Life Could Have Evolved 15 Million Years After the Big Bang, Says Cosmologist
KentuckyFC writes "Goldilocks zones are regions around stars that are 'just right' for liquid water and for the chemistry of life as we know it. Now one cosmologist points out that the universe must have been through a Goldilocks epoch, a period in which warm, watery conditions could have existed on almost any planet in the entire cosmos. The key phenomenon here is the cosmic background radiation, the afterglow of the Big Bang which was blazing hot when it first formed. But as the universe expanded, the wavelength of this radiation increased, lowering its energy. Today, it is an icy 3 Kelvin. But somewhere along the way, it must have been between 273 and 300 Kelvin, just right to keep water in liquid form. According to the new calculations, this Goldilocks epoch would have occurred when the universe was about 15 million years old and would have lasted for several million years. And since the first stars had a lifespan of only 3 million years or so, that allows plenty of time for the heavy elements to have formed which are necessary for planet formation and the chemistry of life. Indeed, if live did evolve a this time, it would have predated life on Earth by about 10 billion years."
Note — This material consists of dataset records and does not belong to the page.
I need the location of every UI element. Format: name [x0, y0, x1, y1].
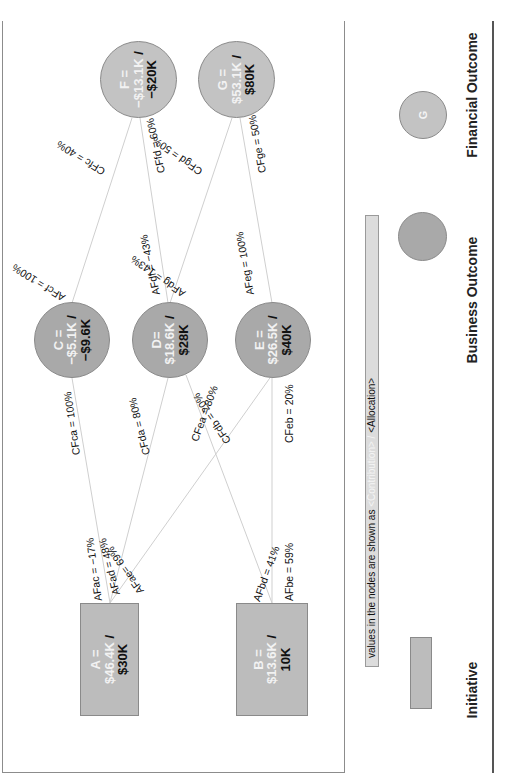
node-b-allocation: 10K	[279, 648, 293, 672]
legend-financial-label: Financial Outcome	[464, 32, 480, 157]
node-f[interactable]: F = −$13.1K / −$20K	[100, 41, 177, 118]
legend-business-swatch	[398, 212, 447, 261]
legend-financial-swatch: G	[399, 91, 447, 139]
node-a-contribution: $46.4K /	[103, 635, 117, 684]
node-d[interactable]: D= $18.6K / $28K	[132, 302, 208, 378]
rotated-page: A = $46.4K / $30K B = $13.6K / 10K C = −…	[0, 0, 505, 773]
node-c-contribution: −$5.1K /	[65, 315, 79, 365]
node-g-contribution: $53.1K /	[230, 55, 244, 104]
node-b-label: B =	[252, 649, 266, 670]
legend-note-bar: values in the nodes are shown as <Contri…	[365, 215, 379, 667]
node-a-allocation: $30K	[116, 644, 130, 675]
node-c[interactable]: C = −$5.1K / −$9.6K	[34, 302, 110, 378]
node-e-allocation: $40K	[280, 324, 294, 355]
node-g[interactable]: G = $53.1K / $80K	[198, 41, 275, 118]
node-b[interactable]: B = $13.6K / 10K	[236, 603, 308, 716]
node-f-allocation: −$20K	[145, 60, 159, 99]
node-a[interactable]: A = $46.4K / $30K	[80, 603, 139, 716]
edge-label-afbe: AFbe = 59%	[283, 543, 295, 601]
legend-initiative-label: Initiative	[464, 662, 480, 719]
node-g-label: G =	[216, 69, 230, 90]
node-e-contribution: $26.5K /	[266, 315, 280, 364]
node-d-label: D=	[150, 332, 164, 349]
legend-business-label: Business Outcome	[464, 237, 480, 364]
node-b-contribution: $13.6K /	[265, 635, 279, 684]
node-c-label: C =	[52, 330, 66, 351]
edge-label-cfeb: CFeb = 20%	[283, 384, 295, 443]
legend-note-prefix: values in the nodes are shown as	[366, 507, 377, 658]
legend-note-allocation: <Allocation>	[366, 378, 377, 433]
node-c-allocation: −$9.6K	[79, 319, 93, 361]
node-f-contribution: −$13.1K /	[132, 51, 146, 108]
legend-financial-symbol: G	[417, 111, 429, 120]
legend-note-contribution: <Contribution>	[366, 441, 377, 507]
node-e-label: E =	[253, 330, 267, 350]
node-f-label: F =	[118, 70, 132, 89]
legend-note-sep: /	[366, 433, 377, 441]
node-a-label: A =	[89, 649, 103, 669]
node-e[interactable]: E = $26.5K / $40K	[235, 302, 311, 378]
node-g-allocation: $80K	[243, 64, 257, 95]
node-d-allocation: $28K	[177, 324, 191, 355]
node-d-contribution: $18.6K /	[163, 315, 177, 364]
legend-initiative-swatch	[410, 637, 432, 709]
Since you're repeating yourself on your opinion that they're "almost identical" (and, I can't argue that that is your opinion...), I'll repeat myself on the key difference, and elaborate a bit more (so maybe we can go around in circles forever!).
Panspermia places its claims within the realm of science. The origin of life is pushed back to common physical processes of known chemistry, just occurring at a sufficiently low rate than the rate of life traveling between planets is comparable or larger than the rate of original life initiation on planets. This produces testable hypotheses: a few more generations of Mars rovers (and maybe some Europa/Io missions), and we'll have empirical data to answer questions like "was Earth-like life present during the past wet and potentially life-hospitable eras on Mars?".
ID places claims outside the realm of science: an entirely new "layer" of hyper-complex beings, which tend to be non-falsifiable. ID is often pushed to not only explain the very early initial origin of the simplest single-cellular lifeforms, but also to explain the range of later complex lifetimes for which there are already extensive scientific explanations. The historical development of ID's conceptual framework comes from a lot of extremely intellectually dishonest wankery by religious fundamentalists attempting to dress up crude Biblical literalism and anti-Evoltuion propaganda in "sciencey sounding" terms.
As a Christian, I happen to believe in a God who created the universe (and don't see this as incompatible with observable scientific materialist descriptions). However, I can certainly see a large difference between (speculative and perhaps implausible) scientific hypotheses like panspermia, and non-scientific (and dishonestly constructed) "intelligent design" theories.